Takeo Murata and director Ishiro Honda co-wrote the script in three weeks, confining themselves to a Japanese inn in Tokyo Shibuya ward. While writing the script, Murata stated, "The Director of Honda and I... racked our brains to make Mr. Kayama's initial treatment a full and functioning vision." Murata states that Tsuburaya and Tanaka also set up their ideas as well. Tanaka asks them not to spend too much money while Tsuburaya encourages them to "do anything to make it work".
Murata and Honda redeveloped the characters and key elements by adding the love triangle Emiko-Ogata-Serizawa, while in Kayama's care, Serizawa was described only as Dr. Yamane. In Kayama's care, the full appearance of Godzilla will be revealed during the storm of Odo Island but Honda and Murata chose to refrain from revealing Godzilla just by showing parts of the creature when the movie was built to reveal it completely. Honda and Murata also introduced the characters Hagiwara and Dr. Tanabe in their concept but the role of Shinkichi, who has an important role in Kayama's care, is cut down.
Design creation
Godzilla was designed by Teizo Toshimitsu and Akira Watanabe under the supervision of Eiji Tsuburaya. Initially, Tanaka contemplates that the monster becomes like a gorilla or pope-like in design because of the name "Gojira" (a combination of Japanese words for gorillas, gorira, and pope, ) but eventually settled with a dinosaur-like design.
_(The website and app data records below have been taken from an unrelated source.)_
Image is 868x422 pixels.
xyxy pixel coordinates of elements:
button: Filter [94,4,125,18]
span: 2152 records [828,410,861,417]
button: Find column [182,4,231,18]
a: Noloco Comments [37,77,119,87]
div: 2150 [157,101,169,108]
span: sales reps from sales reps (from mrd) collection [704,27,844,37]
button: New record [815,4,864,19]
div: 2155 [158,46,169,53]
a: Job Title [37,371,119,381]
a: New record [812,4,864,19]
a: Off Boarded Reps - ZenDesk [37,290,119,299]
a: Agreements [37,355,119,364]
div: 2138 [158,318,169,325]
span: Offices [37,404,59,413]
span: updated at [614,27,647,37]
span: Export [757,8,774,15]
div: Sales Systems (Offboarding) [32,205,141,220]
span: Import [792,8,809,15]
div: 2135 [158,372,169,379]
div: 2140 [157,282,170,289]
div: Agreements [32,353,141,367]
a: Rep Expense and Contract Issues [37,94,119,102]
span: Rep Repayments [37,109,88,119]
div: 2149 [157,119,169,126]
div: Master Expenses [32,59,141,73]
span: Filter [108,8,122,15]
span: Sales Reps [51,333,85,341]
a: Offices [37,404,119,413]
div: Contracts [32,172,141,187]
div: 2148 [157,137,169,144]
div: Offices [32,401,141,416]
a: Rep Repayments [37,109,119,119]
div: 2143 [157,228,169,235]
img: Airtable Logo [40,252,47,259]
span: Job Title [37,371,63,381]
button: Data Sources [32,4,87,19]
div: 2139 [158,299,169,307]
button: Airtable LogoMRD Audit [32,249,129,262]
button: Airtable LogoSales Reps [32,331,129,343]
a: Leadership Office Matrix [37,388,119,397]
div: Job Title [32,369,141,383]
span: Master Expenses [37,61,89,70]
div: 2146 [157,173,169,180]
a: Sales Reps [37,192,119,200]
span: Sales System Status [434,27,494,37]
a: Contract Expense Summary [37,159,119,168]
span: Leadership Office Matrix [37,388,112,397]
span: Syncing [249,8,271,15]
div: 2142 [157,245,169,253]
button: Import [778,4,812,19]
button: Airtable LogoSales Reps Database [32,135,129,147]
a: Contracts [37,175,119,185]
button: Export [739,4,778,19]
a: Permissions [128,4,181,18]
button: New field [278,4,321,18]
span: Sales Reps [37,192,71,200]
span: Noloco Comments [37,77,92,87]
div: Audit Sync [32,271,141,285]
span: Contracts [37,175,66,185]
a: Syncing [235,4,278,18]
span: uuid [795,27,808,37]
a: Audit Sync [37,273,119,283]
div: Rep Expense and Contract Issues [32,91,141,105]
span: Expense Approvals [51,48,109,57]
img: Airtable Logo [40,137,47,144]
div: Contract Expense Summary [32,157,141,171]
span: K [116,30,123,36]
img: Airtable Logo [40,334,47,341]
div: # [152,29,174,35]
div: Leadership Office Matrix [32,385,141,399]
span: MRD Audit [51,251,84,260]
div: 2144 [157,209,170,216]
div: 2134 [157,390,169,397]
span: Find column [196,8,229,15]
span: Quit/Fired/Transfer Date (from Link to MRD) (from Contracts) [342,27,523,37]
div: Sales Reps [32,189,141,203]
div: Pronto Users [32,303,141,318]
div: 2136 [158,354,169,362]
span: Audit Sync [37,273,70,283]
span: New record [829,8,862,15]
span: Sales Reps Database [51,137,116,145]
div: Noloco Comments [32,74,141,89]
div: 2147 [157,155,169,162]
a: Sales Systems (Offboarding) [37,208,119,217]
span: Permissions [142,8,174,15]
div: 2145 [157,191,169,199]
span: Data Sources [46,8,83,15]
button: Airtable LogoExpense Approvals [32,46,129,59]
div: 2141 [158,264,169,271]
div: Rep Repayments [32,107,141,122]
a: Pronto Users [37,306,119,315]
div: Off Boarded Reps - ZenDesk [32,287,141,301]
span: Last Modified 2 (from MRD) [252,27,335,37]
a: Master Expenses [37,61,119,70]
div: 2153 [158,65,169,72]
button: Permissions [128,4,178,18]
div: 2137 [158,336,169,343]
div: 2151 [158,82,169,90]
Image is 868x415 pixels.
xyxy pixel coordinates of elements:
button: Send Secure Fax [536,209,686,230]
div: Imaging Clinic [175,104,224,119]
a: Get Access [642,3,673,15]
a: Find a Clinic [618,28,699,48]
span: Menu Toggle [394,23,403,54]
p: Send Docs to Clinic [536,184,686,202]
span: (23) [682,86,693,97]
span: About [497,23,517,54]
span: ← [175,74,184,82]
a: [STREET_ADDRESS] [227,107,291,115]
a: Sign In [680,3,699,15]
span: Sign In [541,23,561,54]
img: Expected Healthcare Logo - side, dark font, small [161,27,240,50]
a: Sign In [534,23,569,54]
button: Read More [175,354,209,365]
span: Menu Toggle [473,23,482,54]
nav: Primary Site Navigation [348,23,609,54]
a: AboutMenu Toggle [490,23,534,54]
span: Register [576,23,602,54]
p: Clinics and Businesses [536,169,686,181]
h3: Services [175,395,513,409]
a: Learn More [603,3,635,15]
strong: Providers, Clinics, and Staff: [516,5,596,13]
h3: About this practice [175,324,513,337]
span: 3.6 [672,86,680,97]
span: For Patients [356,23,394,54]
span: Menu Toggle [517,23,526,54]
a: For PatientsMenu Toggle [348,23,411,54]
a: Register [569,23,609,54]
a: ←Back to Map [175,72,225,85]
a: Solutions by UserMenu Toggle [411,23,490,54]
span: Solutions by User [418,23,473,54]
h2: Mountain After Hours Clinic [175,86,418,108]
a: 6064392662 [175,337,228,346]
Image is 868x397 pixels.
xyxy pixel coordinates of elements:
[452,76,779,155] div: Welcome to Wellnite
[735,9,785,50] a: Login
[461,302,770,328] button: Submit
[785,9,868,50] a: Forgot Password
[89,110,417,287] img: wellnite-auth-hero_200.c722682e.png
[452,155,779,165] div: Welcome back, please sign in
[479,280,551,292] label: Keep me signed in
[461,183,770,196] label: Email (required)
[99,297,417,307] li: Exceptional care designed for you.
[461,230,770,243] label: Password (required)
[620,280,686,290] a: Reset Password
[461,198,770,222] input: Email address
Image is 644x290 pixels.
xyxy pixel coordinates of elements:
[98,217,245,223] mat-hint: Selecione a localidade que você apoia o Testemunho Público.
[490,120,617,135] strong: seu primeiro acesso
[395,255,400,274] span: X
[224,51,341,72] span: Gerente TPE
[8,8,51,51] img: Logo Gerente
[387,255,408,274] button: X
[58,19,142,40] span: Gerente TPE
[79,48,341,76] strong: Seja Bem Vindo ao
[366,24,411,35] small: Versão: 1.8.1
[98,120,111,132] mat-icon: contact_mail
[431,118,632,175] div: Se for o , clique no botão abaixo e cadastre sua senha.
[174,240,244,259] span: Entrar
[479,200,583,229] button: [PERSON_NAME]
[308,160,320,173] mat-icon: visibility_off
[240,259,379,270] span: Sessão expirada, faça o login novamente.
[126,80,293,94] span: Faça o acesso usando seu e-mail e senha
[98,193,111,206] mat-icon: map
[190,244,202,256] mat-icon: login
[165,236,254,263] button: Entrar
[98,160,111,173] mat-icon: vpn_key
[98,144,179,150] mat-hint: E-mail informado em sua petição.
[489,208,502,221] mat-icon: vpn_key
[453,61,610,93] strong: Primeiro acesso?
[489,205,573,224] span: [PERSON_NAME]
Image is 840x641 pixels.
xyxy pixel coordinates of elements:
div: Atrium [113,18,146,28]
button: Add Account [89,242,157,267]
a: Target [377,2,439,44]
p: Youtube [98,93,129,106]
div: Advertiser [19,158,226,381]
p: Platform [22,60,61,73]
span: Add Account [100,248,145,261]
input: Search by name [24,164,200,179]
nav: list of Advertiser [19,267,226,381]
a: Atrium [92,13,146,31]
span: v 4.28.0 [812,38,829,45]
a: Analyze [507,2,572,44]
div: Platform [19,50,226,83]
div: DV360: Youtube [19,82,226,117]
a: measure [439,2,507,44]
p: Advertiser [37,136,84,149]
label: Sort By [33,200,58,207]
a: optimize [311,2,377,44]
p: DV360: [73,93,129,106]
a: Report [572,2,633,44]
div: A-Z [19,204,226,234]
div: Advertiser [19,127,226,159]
Kazuyoshi Abe was hired early to design Godzilla but his idea was later rejected because Godzilla looked too humanoid and mammal, with a head shaped like a mushroom cloud, but Abe still helps to draw a movie storyboard. Toshimitsu and Watanabe decided to base the design of Godzilla on dinosaurs and, using dinosaur books and magazines for reference, combined elements of Tyrannosaurus, Iguanodon and the dorsal fin of Stegosaurus.
Despite wanting to use stop motion animations, Tsuburaya refuses to decide. Toshimitsu chisels three clay models whose suit will be based. The first two were rejected but the third was approved by Tsuburaya, Tanaka, and Honda.
Jas Godzilla itself is made by Kanji Yagi, Koei Yagi, and Eizo Kaimai, who uses a thin bamboo stick and wire to build a frame for the inside of the suit and add a metal net and coat it to strengthen its structure and end up using a coat of latex. The liquid rubber coat is also applied, followed by carved indentations and latex strips embedded to the surface of the shirt to create scaly scales of Godzilla. The first version of this suit weighed 100 pounds (220 pounds). For close-ups, Toshimitsu creates smaller scales, mechanics, hand-operated puppets that spray the flow of fog from his mouth to act as Godzilla's atomic breath.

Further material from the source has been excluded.